Research Brief: Students’ understanding of the carbon cycle and global climate change
Global climate change is a serious problem that requires the involvement of a scientifically literate public to solve. But what does the public understand about this complex issue and its relationship to the combustion of fossil fuels?
We have been investigating this question by studying how incoming freshmen at Michigan State University make sense of standard representations of the global carbon cycle. The incoming freshmen represent the college-bound public who have high school degrees. We asked them about the carbon cycle because the carbon cycle explains the cause of global climate change – the addition of CO2 into the atmosphere from the combustion of fossil fuels – and provides a framework for evaluating options for its mitigation.
The carbon cycle can be thought of as pools and fluxes. The pools are reservoirs of carbon, such as vegetation and soil (which contain carbon in the form of organic substances) and the atmosphere (which contains carbon in the form of carbon dioxide and methane). Fluxes are processes that move carbon between pools such as photosynthesis and combustion. Below is a widely used representation of the carbon pools and fluxes that interact with the atmosphere.
Interpreting representations of the carbon cycle and using the representations to evaluate claims requires that people:
- Know what kinds of substances are found in each pool.
- Relate what they learned about the flux processes at the human scale to the global scale.
- Understand the relationships between flux rates, changes in flux rates, and pool sizes.
Preliminary analysis of the written responses of 99 incoming freshmen indicated that very few have this knowledge or skills.
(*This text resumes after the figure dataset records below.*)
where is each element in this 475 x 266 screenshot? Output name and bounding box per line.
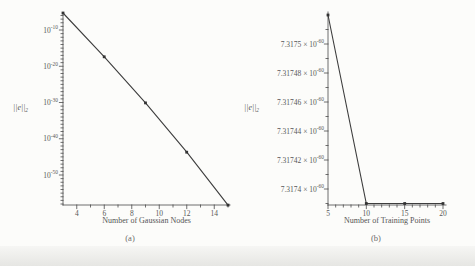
y-tick-label: 10-20: [43, 61, 58, 71]
x-tick-label: 14: [211, 209, 219, 218]
data-point-marker: [442, 202, 445, 205]
plot-b-x-axis-title: Number of Training Points: [344, 216, 430, 225]
y-tick-label: 10-10: [43, 24, 58, 34]
y-tick-label: 7.3174 × 10-60: [281, 183, 325, 193]
data-point-marker: [103, 55, 106, 58]
x-tick-label: 20: [439, 209, 447, 218]
data-point-marker: [144, 102, 147, 105]
y-tick-label: 7.31742 × 10-60: [277, 154, 324, 164]
x-tick-label: 5: [326, 209, 330, 218]
series-line: [63, 13, 228, 205]
subfigure-a-caption: (a): [116, 233, 144, 243]
y-tick-label: 7.31746 × 10-60: [277, 96, 324, 106]
subfigure-b-caption: (b): [362, 233, 390, 243]
y-tick-label: 10-50: [43, 169, 58, 179]
plot-a-error-vs-gaussian-nodes: 46810121410-1010-2010-3010-4010-50||e||2: [13, 12, 230, 218]
y-tick-label: 10-40: [43, 133, 58, 143]
y-tick-label: 7.31744 × 10-60: [277, 125, 324, 135]
plot-b-error-vs-training-points: 51015207.3175 × 10-607.31748 × 10-607.31…: [244, 12, 447, 218]
y-tick-label: 7.31748 × 10-60: [277, 67, 324, 77]
y-tick-label: 7.3175 × 10-60: [281, 38, 325, 48]
figure-canvas: 46810121410-1010-2010-3010-4010-50||e||2…: [0, 0, 475, 266]
data-point-marker: [185, 151, 188, 154]
page-scan-shadow: [0, 246, 475, 266]
plot-a-y-axis-title: ||e||2: [13, 103, 28, 113]
data-point-marker: [227, 204, 230, 207]
data-point-marker: [327, 14, 330, 17]
scanned-figure-page: 46810121410-1010-2010-3010-4010-50||e||2…: [0, 0, 475, 266]
y-tick-label: 10-30: [43, 97, 58, 107]
series-line: [328, 15, 443, 204]
plot-a-x-axis-title: Number of Gaussian Nodes: [102, 216, 191, 225]
plot-b-y-axis-title: ||e||2: [244, 103, 259, 113]
data-point-marker: [62, 12, 65, 15]
x-tick-label: 4: [75, 209, 79, 218]
data-point-marker: [403, 202, 406, 205]
data-point-marker: [365, 202, 368, 205]
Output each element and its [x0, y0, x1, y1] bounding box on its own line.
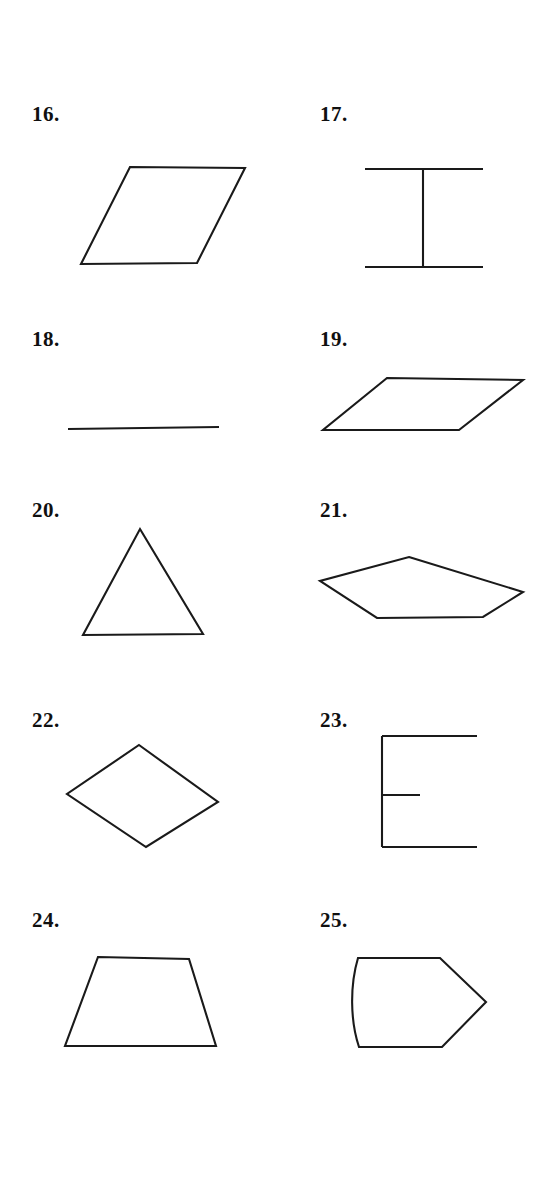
- figure-label-18: 18.: [32, 329, 60, 350]
- figure-label-23: 23.: [320, 710, 348, 731]
- figure-label-22: 22.: [32, 710, 60, 731]
- figure-25-bullet-pentagon: [352, 958, 486, 1047]
- figure-22-rhombus: [67, 745, 218, 847]
- figure-21-pentagon: [320, 557, 523, 618]
- figure-label-20: 20.: [32, 500, 60, 521]
- figure-label-21: 21.: [320, 500, 348, 521]
- figure-label-17: 17.: [320, 104, 348, 125]
- figure-label-16: 16.: [32, 104, 60, 125]
- figure-label-24: 24.: [32, 910, 60, 931]
- figure-20-triangle: [83, 529, 203, 635]
- figure-label-19: 19.: [320, 329, 348, 350]
- figure-label-25: 25.: [320, 910, 348, 931]
- figure-19-flat-parallelogram: [323, 378, 523, 430]
- figures-canvas: [0, 0, 535, 1178]
- figure-18-line-segment: [68, 427, 219, 429]
- worksheet-page: 16. 17. 18. 19. 20. 21. 22. 23. 24. 25.: [0, 0, 535, 1178]
- figure-17-i-beam: [365, 169, 483, 267]
- figure-16-parallelogram: [81, 167, 245, 264]
- figure-24-trapezoid: [65, 957, 216, 1046]
- figure-23-letter-e-outline: [382, 736, 477, 847]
More specifically we showed these students a picture of the levels of carbon dioxide in the atmosphere over the last 60 years and had students pick what they thought would happen to future levels if the world suddenly and miraculously cut its use of fossil fuels in half. Students were offered the choice of:
% students | |
---|---|
A. CO2 levels would continue on their present trajectory. | 2 |
B. CO2 levels would continue to rise, but at a slower rate. | 29 |
C. CO2 levels would continue to rise for brief period and then would start to decrease. | 44 |
D. CO2 levels would decrease right away. | 21 |
Choice B is correct, but only 29% of the students chose this answer. Only 14% of the students chose B and explained their choice reasonably indicating that cutting fuel use in half would mean that there is still a flux of carbon from the pool of fossil fuels to the atmosphere that would contribute to increasing CO2 levels. Most of the students (65%) predicted that CO2 levels would fall immediately or after some time. Most of their explanations fell into one of four categories. Below we list sample student responses for each category.
- The pool size is directly determined by the flux rate. (19%)
- “Using less fossil fuels would result in lower CO2 levels.”
- “Right now it looks as though the level is around 500ppm of CO2, and D seems to be about 250ppm of CO2, which is cut in half.”
- “Fossil fuels emit CO2 so if we cut the use of fossil fuels the levels of CO2 would go down.”
- The pool size is determined by the flux rate but there is some inertia in the system. (19%)
- “It wouldn't go down right away it would take time for the level of atmospheric CO2 to go down.”
- “CO2 would decrease slowly but surely. Not as fast as D because it would naturally need to disapate [sic].”
- “I would say C because I know that cutting fossil fuels will lower CO2 levels so A/B won't be right. I know that D is wrong because it's impossible to have no CO2 when looking at D so that leaves C, where CO2 goes back to normal.”
- Once fossil fuel use is cut, other factors will take over. (10%)
- “I think it would still gradually increase due to population growth.”
- “CO2 is still produced by all living organisms through cellular respiration, so the CO2 would go down, but not dramatically.”
- “Most carbon emissions are the result of natural phenomena (i.e. volcanic eruptions), and fossil fuel emissions only account for a small portion of the total amount of CO2 in the atmosphere.”
- The explanation cannot be interpreted or calls on a good-bad dichotomy. (19%)
- “CO2 is toxic and is created by fossil fuels.”
- “Everything would decrease.”
- “Because the air will be cleaner and plants will be taking in more CO2.”
This indicates that very few students leave high school with a bathtub type model of the atmosphere as a pool of carbon whose size is determined by the relative rates of multiple fluxes in and out. This type of reasoning is essential for evaluating predictions and claims about possible solutions to the problem of global climate change. Perhaps most disturbingly, these findings indicate that most people do not see the urgency of the problem, because they believe that any reduction in the use of fossil fuels will lead to a reduction in CO2 levels rather than merely slowing the increase.
In response to these findings, we are taking a deeper look at how people with different backgrounds and training think about the carbon cycle and we are altering instructional materials to deal directly with this issue. The Poker Chip Model of the Carbon Cycle is one set of instructional materials that has been reshaped based on this research to better support students’ development of the skills described here.